Thirteen years and one day after the September 11th attacks, a new report has risen suggesting that the tobacco companies may have been behind the attacks in an effort to get more people smoking.
According to a former executive, who would only release the classified information upon anonymity, it was not al-Qaeda behind the hijackings and crashing of three airliners on September 11th, 2001, but rather a collaboration of the tobacco companies.
"They were losing smokers at the time," said the former executive behind a huge cloud of smoke to conceal his face, "so some of the guys at the top decided something big needed to be done. So big, they got the others [tobacco companies] involved."
That "Something big," according to the secret source, who smoked a constant stream of cigarettes during the interview, sometimes even two at a time, was recruit 16 dying cancer patients for a suicide mission, and, in exchange, give their left-behind families a very lucrative financial deal. A sort of Walter White foreshadowing.
"I mean, these guys figured they were going to die anyways, and, you know, they wanted to leave their families with something, so they said 'What the hell,' and went through with it," the source said. "It took quite a bit of time and diligence to find the right guys."
Men of Middle-Eastern descent, explained the source, were chosen as an obvious scapegoat.
"They figured if they choose terrorist-looking guys, people would suspect it was real terrorists behind the attack," informed the source as tapped out his waning cigarette.
"Everyone was surprised, though, just how willingly the guys were to kill people. And if you look past the thousands of victims, widows, parent-less children, dead soldiers and civilians, in addition to the billions upon billions of dollars spent on the cleanup, the subsequent war, the improved security everywhere, and just all the other stuff that came up as a result of the attacks, you really see just how loving and caring kind of guys the hijackers were."
Tobacco's plan, said the source, was to use the tragedy as of way of creating high-levels of depression and stress across the country, thus, making people reach for the pack and lighter.
"What can I say?" said our source as he took the first draws of a freshly-lit cigarette, "The tobacco companies have nothing but the best for you in mind."
In addition to increased anxiety and subsequent tobacco hunger, the smoldering towers and Pentagon were to serve as a subliminal message.
"The towers were supposed to be two burning cigarettes," the source said, "and they were going for a kind of burning cigarette dangling out of an ash tray type deal with the Pentagon, but I didn't really see it."
What about the plane in the Pennsylvania field, though?
"Complete coincidence."
Furthermore, when asked to explain why the tobacco companies would do something so deplorable in an attempt to gain more customers, our source, smoking his third cigarette in about 5 minutes, simply uttered one name: "Jared."
The late-90's was about the time when Jared Fogle and his remarkable weight loss story, that included his old pants that could engulf a family of five, hit televisions across the country via a series of Subway commercials that promised a healthier lifestyle through eating their sandwiches.
"That formerly morbidly-obese man, and his huge ass walking to Subway, really put a scare in the tobacco industry that the country was going to go healthy and turn on tobacco," said the former executive. "So really, America, you have Jared Fogle and his formerly fat ass to thank for September eleventh."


Exercise aim
Restating the records exactly is the whole task.

Records
^^^^^^^^^^^^^^^^

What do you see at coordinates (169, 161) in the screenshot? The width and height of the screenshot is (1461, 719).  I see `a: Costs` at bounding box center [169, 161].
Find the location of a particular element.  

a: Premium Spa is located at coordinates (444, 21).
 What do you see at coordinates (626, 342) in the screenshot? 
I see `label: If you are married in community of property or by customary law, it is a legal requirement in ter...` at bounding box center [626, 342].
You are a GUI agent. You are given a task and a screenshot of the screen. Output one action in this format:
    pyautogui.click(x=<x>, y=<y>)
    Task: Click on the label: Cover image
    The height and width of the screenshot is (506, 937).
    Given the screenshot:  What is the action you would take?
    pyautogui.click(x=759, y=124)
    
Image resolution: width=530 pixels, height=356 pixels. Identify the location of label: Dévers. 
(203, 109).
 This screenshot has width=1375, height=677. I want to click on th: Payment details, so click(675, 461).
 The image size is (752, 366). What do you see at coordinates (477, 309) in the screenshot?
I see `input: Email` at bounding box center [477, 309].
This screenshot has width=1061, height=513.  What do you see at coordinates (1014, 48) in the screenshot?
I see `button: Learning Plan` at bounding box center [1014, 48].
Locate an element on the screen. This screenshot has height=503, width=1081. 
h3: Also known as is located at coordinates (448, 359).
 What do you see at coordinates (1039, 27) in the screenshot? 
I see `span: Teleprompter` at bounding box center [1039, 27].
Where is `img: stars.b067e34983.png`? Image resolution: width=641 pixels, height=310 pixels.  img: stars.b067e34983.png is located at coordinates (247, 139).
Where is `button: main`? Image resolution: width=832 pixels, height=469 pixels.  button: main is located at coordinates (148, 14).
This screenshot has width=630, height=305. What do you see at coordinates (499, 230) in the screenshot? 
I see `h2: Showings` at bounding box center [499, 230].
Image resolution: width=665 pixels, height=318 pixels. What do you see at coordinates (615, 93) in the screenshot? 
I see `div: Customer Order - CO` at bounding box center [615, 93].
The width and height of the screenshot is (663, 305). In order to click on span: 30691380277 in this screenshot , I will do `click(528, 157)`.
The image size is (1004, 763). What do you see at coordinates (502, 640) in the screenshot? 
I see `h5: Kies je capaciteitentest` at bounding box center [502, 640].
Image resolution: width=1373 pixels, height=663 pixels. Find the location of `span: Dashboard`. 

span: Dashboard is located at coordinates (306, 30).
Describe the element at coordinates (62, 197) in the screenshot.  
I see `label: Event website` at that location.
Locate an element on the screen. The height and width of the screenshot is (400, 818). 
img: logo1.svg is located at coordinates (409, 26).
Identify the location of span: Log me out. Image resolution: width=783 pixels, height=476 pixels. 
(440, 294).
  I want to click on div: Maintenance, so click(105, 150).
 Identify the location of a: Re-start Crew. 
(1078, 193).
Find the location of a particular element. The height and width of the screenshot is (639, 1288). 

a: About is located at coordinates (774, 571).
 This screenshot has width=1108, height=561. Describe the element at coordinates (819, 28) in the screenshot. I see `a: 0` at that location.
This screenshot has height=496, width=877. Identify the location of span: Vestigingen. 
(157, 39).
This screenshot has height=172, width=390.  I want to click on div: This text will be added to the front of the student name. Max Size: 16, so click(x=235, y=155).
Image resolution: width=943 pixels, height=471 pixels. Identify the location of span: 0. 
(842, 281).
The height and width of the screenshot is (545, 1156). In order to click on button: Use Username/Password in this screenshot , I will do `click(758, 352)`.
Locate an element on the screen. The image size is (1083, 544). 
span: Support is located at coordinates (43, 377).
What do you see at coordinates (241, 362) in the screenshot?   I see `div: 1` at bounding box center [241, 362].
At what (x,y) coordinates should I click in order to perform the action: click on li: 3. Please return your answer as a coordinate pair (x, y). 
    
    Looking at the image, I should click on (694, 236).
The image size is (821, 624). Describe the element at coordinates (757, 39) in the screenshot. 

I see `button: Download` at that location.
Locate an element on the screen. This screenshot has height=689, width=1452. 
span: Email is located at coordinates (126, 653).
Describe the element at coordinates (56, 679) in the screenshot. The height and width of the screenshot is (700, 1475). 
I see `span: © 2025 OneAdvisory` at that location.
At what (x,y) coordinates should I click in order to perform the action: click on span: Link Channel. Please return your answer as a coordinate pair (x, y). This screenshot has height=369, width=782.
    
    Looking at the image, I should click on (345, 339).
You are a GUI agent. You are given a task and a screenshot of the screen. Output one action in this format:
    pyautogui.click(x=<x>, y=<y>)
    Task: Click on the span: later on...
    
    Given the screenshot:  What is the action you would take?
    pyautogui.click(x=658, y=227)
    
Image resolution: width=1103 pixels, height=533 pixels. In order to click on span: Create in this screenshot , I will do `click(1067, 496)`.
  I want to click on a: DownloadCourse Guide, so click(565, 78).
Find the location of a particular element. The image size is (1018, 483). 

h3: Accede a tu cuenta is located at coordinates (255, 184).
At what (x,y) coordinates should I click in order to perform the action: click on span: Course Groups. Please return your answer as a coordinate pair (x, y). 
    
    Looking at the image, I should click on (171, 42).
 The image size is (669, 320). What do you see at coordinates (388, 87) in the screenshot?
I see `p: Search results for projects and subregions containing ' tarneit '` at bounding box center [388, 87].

^^^^^^^^^^^^^^^^

Reply to the exercise
What do you see at coordinates (169, 161) in the screenshot? The width and height of the screenshot is (1461, 719).  I see `a: Costs` at bounding box center [169, 161].
Find the location of a particular element.  

a: Premium Spa is located at coordinates (444, 21).
 What do you see at coordinates (626, 342) in the screenshot? 
I see `label: If you are married in community of property or by customary law, it is a legal requirement in ter...` at bounding box center [626, 342].
You are a GUI agent. You are given a task and a screenshot of the screen. Output one action in this format:
    pyautogui.click(x=<x>, y=<y>)
    Task: Click on the label: Cover image
    The height and width of the screenshot is (506, 937).
    Given the screenshot:  What is the action you would take?
    pyautogui.click(x=759, y=124)
    
Image resolution: width=530 pixels, height=356 pixels. Identify the location of label: Dévers. 
(203, 109).
 This screenshot has width=1375, height=677. I want to click on th: Payment details, so click(675, 461).
 The image size is (752, 366). What do you see at coordinates (477, 309) in the screenshot?
I see `input: Email` at bounding box center [477, 309].
This screenshot has width=1061, height=513.  What do you see at coordinates (1014, 48) in the screenshot?
I see `button: Learning Plan` at bounding box center [1014, 48].
Locate an element on the screen. This screenshot has height=503, width=1081. 
h3: Also known as is located at coordinates (448, 359).
 What do you see at coordinates (1039, 27) in the screenshot? 
I see `span: Teleprompter` at bounding box center [1039, 27].
Where is `img: stars.b067e34983.png`? Image resolution: width=641 pixels, height=310 pixels.  img: stars.b067e34983.png is located at coordinates (247, 139).
Where is `button: main`? Image resolution: width=832 pixels, height=469 pixels.  button: main is located at coordinates (148, 14).
This screenshot has width=630, height=305. What do you see at coordinates (499, 230) in the screenshot? 
I see `h2: Showings` at bounding box center [499, 230].
Image resolution: width=665 pixels, height=318 pixels. What do you see at coordinates (615, 93) in the screenshot? 
I see `div: Customer Order - CO` at bounding box center [615, 93].
The width and height of the screenshot is (663, 305). In order to click on span: 30691380277 in this screenshot , I will do `click(528, 157)`.
The image size is (1004, 763). What do you see at coordinates (502, 640) in the screenshot? 
I see `h5: Kies je capaciteitentest` at bounding box center [502, 640].
Image resolution: width=1373 pixels, height=663 pixels. Find the location of `span: Dashboard`. 

span: Dashboard is located at coordinates (306, 30).
Describe the element at coordinates (62, 197) in the screenshot.  
I see `label: Event website` at that location.
Locate an element on the screen. The height and width of the screenshot is (400, 818). 
img: logo1.svg is located at coordinates (409, 26).
Identify the location of span: Log me out. Image resolution: width=783 pixels, height=476 pixels. 
(440, 294).
  I want to click on div: Maintenance, so click(105, 150).
 Identify the location of a: Re-start Crew. 
(1078, 193).
Find the location of a particular element. The height and width of the screenshot is (639, 1288). 

a: About is located at coordinates (774, 571).
 This screenshot has width=1108, height=561. Describe the element at coordinates (819, 28) in the screenshot. I see `a: 0` at that location.
This screenshot has height=496, width=877. Identify the location of span: Vestigingen. 
(157, 39).
This screenshot has height=172, width=390.  I want to click on div: This text will be added to the front of the student name. Max Size: 16, so click(x=235, y=155).
Image resolution: width=943 pixels, height=471 pixels. Identify the location of span: 0. 
(842, 281).
The height and width of the screenshot is (545, 1156). In order to click on button: Use Username/Password in this screenshot , I will do `click(758, 352)`.
Locate an element on the screen. The image size is (1083, 544). 
span: Support is located at coordinates (43, 377).
What do you see at coordinates (241, 362) in the screenshot?   I see `div: 1` at bounding box center [241, 362].
At what (x,y) coordinates should I click in order to perform the action: click on li: 3. Please return your answer as a coordinate pair (x, y). 
    
    Looking at the image, I should click on (694, 236).
The image size is (821, 624). Describe the element at coordinates (757, 39) in the screenshot. 

I see `button: Download` at that location.
Locate an element on the screen. This screenshot has height=689, width=1452. 
span: Email is located at coordinates (126, 653).
Describe the element at coordinates (56, 679) in the screenshot. The height and width of the screenshot is (700, 1475). 
I see `span: © 2025 OneAdvisory` at that location.
At what (x,y) coordinates should I click in order to perform the action: click on span: Link Channel. Please return your answer as a coordinate pair (x, y). This screenshot has height=369, width=782.
    
    Looking at the image, I should click on (345, 339).
You are a GUI agent. You are given a task and a screenshot of the screen. Output one action in this format:
    pyautogui.click(x=<x>, y=<y>)
    Task: Click on the span: later on...
    
    Given the screenshot:  What is the action you would take?
    pyautogui.click(x=658, y=227)
    
Image resolution: width=1103 pixels, height=533 pixels. In order to click on span: Create in this screenshot , I will do `click(1067, 496)`.
  I want to click on a: DownloadCourse Guide, so click(565, 78).
Find the location of a particular element. The image size is (1018, 483). 

h3: Accede a tu cuenta is located at coordinates (255, 184).
At what (x,y) coordinates should I click in order to perform the action: click on span: Course Groups. Please return your answer as a coordinate pair (x, y). 
    
    Looking at the image, I should click on (171, 42).
 The image size is (669, 320). What do you see at coordinates (388, 87) in the screenshot?
I see `p: Search results for projects and subregions containing ' tarneit '` at bounding box center [388, 87].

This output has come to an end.